Who Should Use the 3-Fund Portfolio
Based on what the backtest shows, the 3-Fund Portfolio makes the most sense for:
Investors who prioritize not losing money over maximizing returns. If your primary goal is growing wealth steadily without dramatic drawdowns, the risk metrics support this strategy.
Investors with a medium-to-long time horizon (10+ years) who want simplicity. Three funds, annual rebalancing, total cost under 0.05%. It doesn't get simpler than this.
Investors who might panic-sell during a crash. If a -34% drawdown would cause you to sell, you're better off with the 3-Fund's -25% drawdown and lower volatility. The best strategy is one you can actually stick with.
Retirees or near-retirees who need capital preservation alongside growth. The 30% bond allocation provides income and cushioning that an all-equity portfolio doesn't offer.
Who Should Consider Alternatives
Young investors with a 30+ year horizon and genuine high risk tolerance. If you truly won't sell during a crash and have decades to recover, the return gap between the 3-Fund and SPY is significant. Over 30 years, that CAGR difference compounds into a very large dollar amount.
Investors who are aware of the correlation risk. As 2022 showed, the bond diversification benefit can temporarily disappear during interest rate hikes. If you understand this risk and have a plan for it, more aggressive allocations may suit you.
The Bottom Line
The Bogleheads 3-Fund Portfolio did exactly what it was designed to do over 14 years: deliver solid, positive returns with meaningfully less risk than the broader market. It turned $10,000 into $31,932 with a maximum drawdown of -24.71% and annual volatility of 11.55%.
It also underperformed the S&P 500 by a wide margin — roughly $27,000 on a $10,000 investment. That's the cost of diversification and downside protection over a period dominated by US large-cap stocks.
The 2022 correlation breakdown is the most important finding in this backtest.

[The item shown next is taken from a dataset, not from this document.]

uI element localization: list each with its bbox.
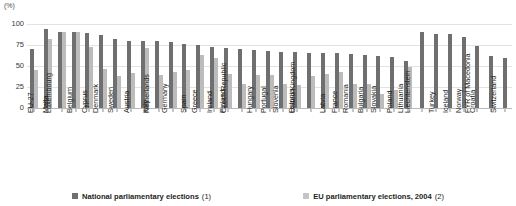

For a few quarters, the fundamental assumption behind the strategy — that bonds cushion equity declines — stopped being true. It recovered, but any 3-Fund investor needs to understand that this can happen and be prepared for it.
The data doesn't tell you whether this portfolio is "good" or "bad." It tells you exactly what the tradeoffs are. And now you have the numbers to decide whether those tradeoffs match your goals, your time horizon, and — most importantly — your ability to stay invested when things get uncomfortable.
If you want to run your own version of this backtest with a different allocation — maybe 60/20/20, or 40/40/20, or without international stocks entirely — you can do that on the backtesting tool page using daily data for the same level of precision shown in this article.
Want to test these insights on your own portfolios?